The market still exists, doesn't it?

Kids still exist, kids still play with toys.

People simply buy toys from Amazon now, not TRU.

Just like people buy electronics from Amazon, not Best Buy/Circuit City.

And shoes from Amazon/Zappos, not Payless.

Seems like most retail markets still exist, they've just been cornered by the giant "Everything Store".

IMO, physical toy stores should be competitive to e-commerce with the right strategy. Simply going to the store could be an exciting adventure into itself, with higher fidelity discovery than a screen provides. Esp. post-COVID where people are opting more for analog/offline options after online/lockdown burnout.

Claiming TRU's market disappeared feels similar to claiming the bookstore market disappeared, yet Barnes and Noble had a well documented and surprising comeback by shifting strategy:

https://news.ycombinator.com/item?id=34165960

pfdietz 2 hours ago [-]
PE isn't trying to turn the company around in these cases, or at least only trying to do that; when the company is truly doomed PE is trying to maximize the value obtained before it expires. They're serving a useful role in the capitalist ecosystem.
minton 3 hours ago [-]
They had electronics and legos, not just models and hot wheels. I think they’d have adapted like most businesses have.
gosub100 2 hours ago [-]
I think they didn't adapt and thats why they no longer exist
fknorangesite 4 minutes ago [-]
You're factually wrong, as described in the linked case study and a million other similar ones - whether they're about Toys R Us specifically or otherwise.

Toys R Us still exists where I live (Canada). I admit I don't go in often outside of holiday shopping, but it's still the same Toys R Us it's always been, natural shifts in toy inventory notwithstanding, of course.
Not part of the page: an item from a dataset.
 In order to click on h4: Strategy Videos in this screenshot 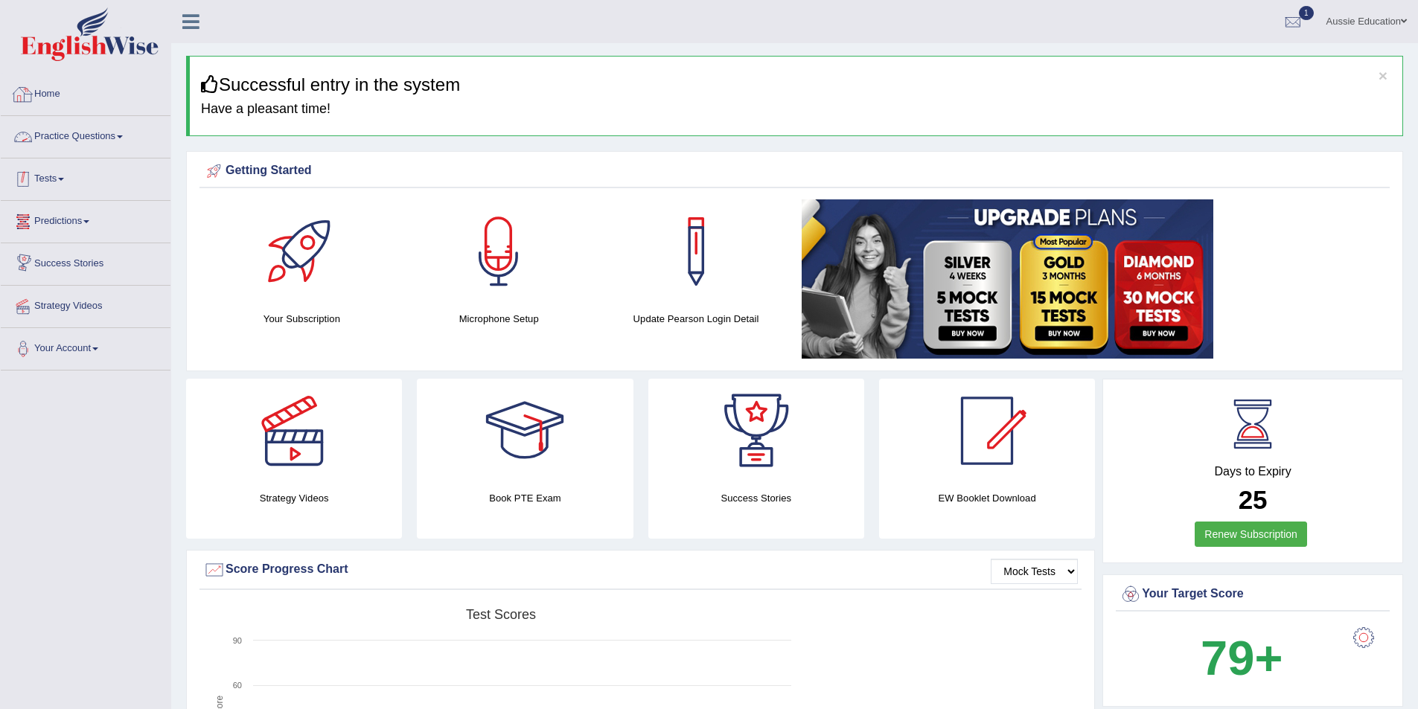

I'm not sure why you're riding for the predatory PE firms, here. "That's why they don't exist"? My brother in Christ, they still do - and still would if it weren't for this aggressive bullshit.

sulam 2 hours ago [-]
Or they could have been Barnes & Noble.
emkoemko 3 hours ago [-]
we still have these stores in Canada, where they not the same business? https://www.toysrus.ca
toast0 2 hours ago [-]
Wikipedia says the Canadian company was owned by the US company until its bankruptcy, when the Canadian company was sold. Very likely, it had operated with separate finances from the US parent, and didn't have the same sort of loans and extraction activities. So when the US firm went bankrupt, there was interest from multiple bidders for the Canadian assets.
emkoemko 2 hours ago [-]
oh that makes sense
dannyphantom 2 hours ago [-]
They used to be connected; it was split in ~2017(ish) with the Canadian division having been bought while the US stores closed all locations. Doug Putman bought it in 2021 and I saw an article about 3 or 4 months ago that Putman took on ~$120M in debt financing to scale out the org.
sepositus 2 hours ago [-]
That 1996 picture brings huge nostalgia for me. I still remember being an excited 11-year-old carrying my Pokémon badge book on Saturday, ready to compete in the TCG championship.
devrandoom 2 hours ago [-]
I personally stopped shopping with them because they stopped selling toys and sold only crappy expensive garbage.